Since yesterday's release of Red Hat Enterprise Linux 8.0 we have been busy firing up benchmarks of RHEL8 on multiple workstations and servers. Over the next week or two will be some interesting benchmark results on multiple systems compared to multiple operating systems while for some preliminary RHEL8 performance data are benchmarks of the new Red Hat Linux distribution from the dual Intel Xeon Platinum 8280 "Cascade Lake" Gigabyte server compared to CentOS 7.6 (RHEL 7.6), Ubuntu 18.04.2 LTS, Ubuntu 19.04, Fedora Server 29, Fedora Server 30, openSUSE Leap 15, and Clear Linux 29250.
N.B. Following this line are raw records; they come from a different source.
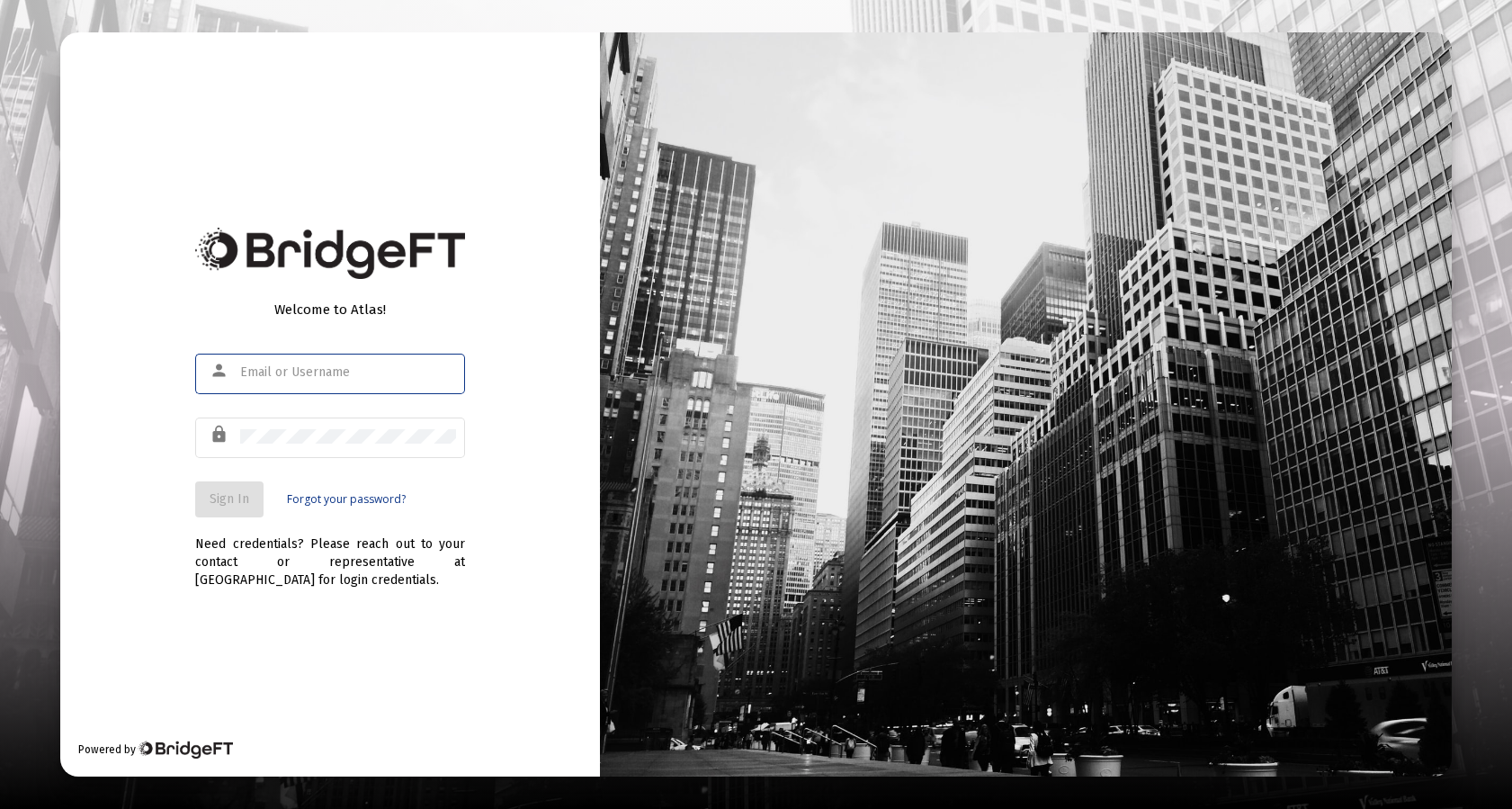 The image size is (1512, 809). Describe the element at coordinates (330, 309) in the screenshot. I see `div: Welcome to Atlas!` at that location.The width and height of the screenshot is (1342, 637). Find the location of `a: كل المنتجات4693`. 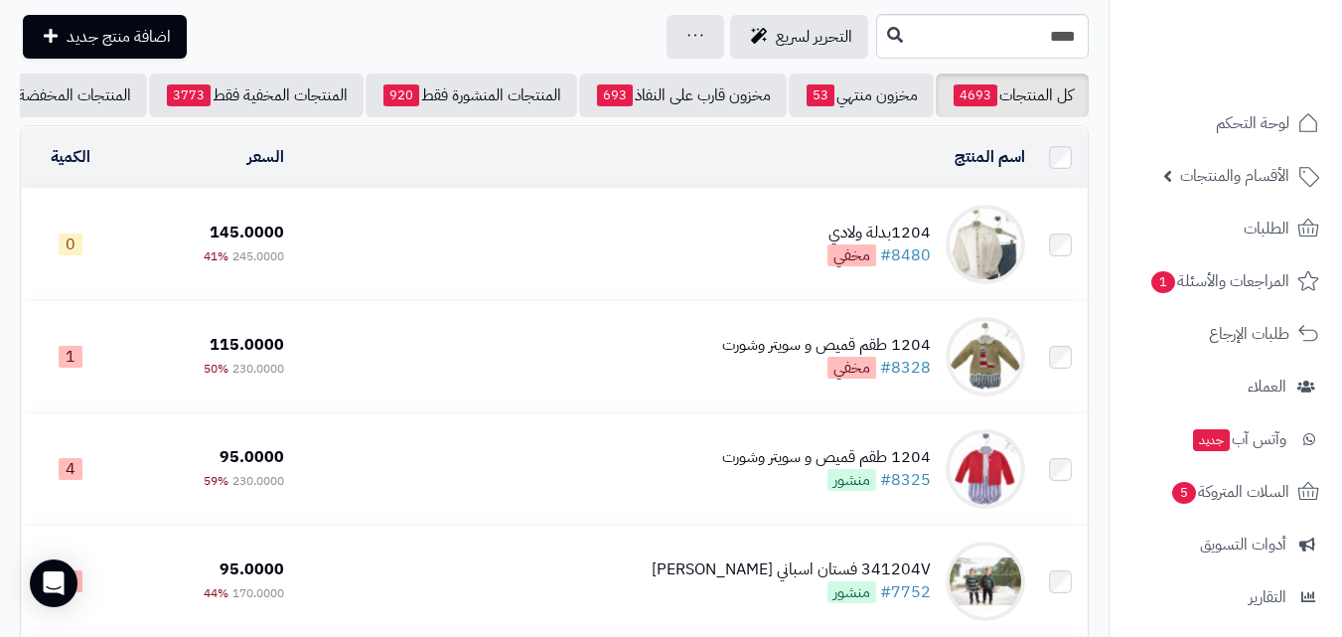

a: كل المنتجات4693 is located at coordinates (1012, 95).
Prior to the RHEL 8.0 GA announcement I had been working on some fresh Ubuntu 19.04 server and Fedora Server 30 benchmarks on this Cascade Lake server given their recent releases, so this article also offers a first glimpse of those new Linux distributions on this high-end Gigabyte Storage server. This server is equipped with dual Intel Xeon Platinum 8280 processors yielding a combined 56 cores / 112 threads, GIGABYTE MD61-SC2-00 motherboard, 384GB of DDR4-2933 ECC Registered memory, and Samsung 970 PRO 512GB NVMe SSD.

The upgrade from RHEL 7 / CentOS 7 (and other EL 7 based) Linux distributions to RHEL 8.0 is quite significant... It means going from a heavily-patched Linux 3.10 kernel now to using Linux 4.18, GNOME Shell 3.28.3 with Wayland provides the default desktop/workstation environment, XFS continues to be used as the default file-system, and GCC 8.2.1 has replaced GCC 4.8.5 as the default code compiler. The big kernel upgrade and several years worth of compiler improvements are big factors in enhancing the performance of RHEL 8.0, especially on modern Intel and AMD servers. Yes, the more thorough upcoming Red Hat Enterprise Linux 8.0 benchmarks will also be looking at the AMD EPYC performance. Also helping performance with RHEL 8.0 is switching over to Retpolines by default as its preferred means of Spectre V2 mitigations and many other package upgrades.

Via the Phoronix Test Suite a wide range of benchmarks were run from these tested RHEL / openSUSE / Ubuntu / Fedora Linux distributions.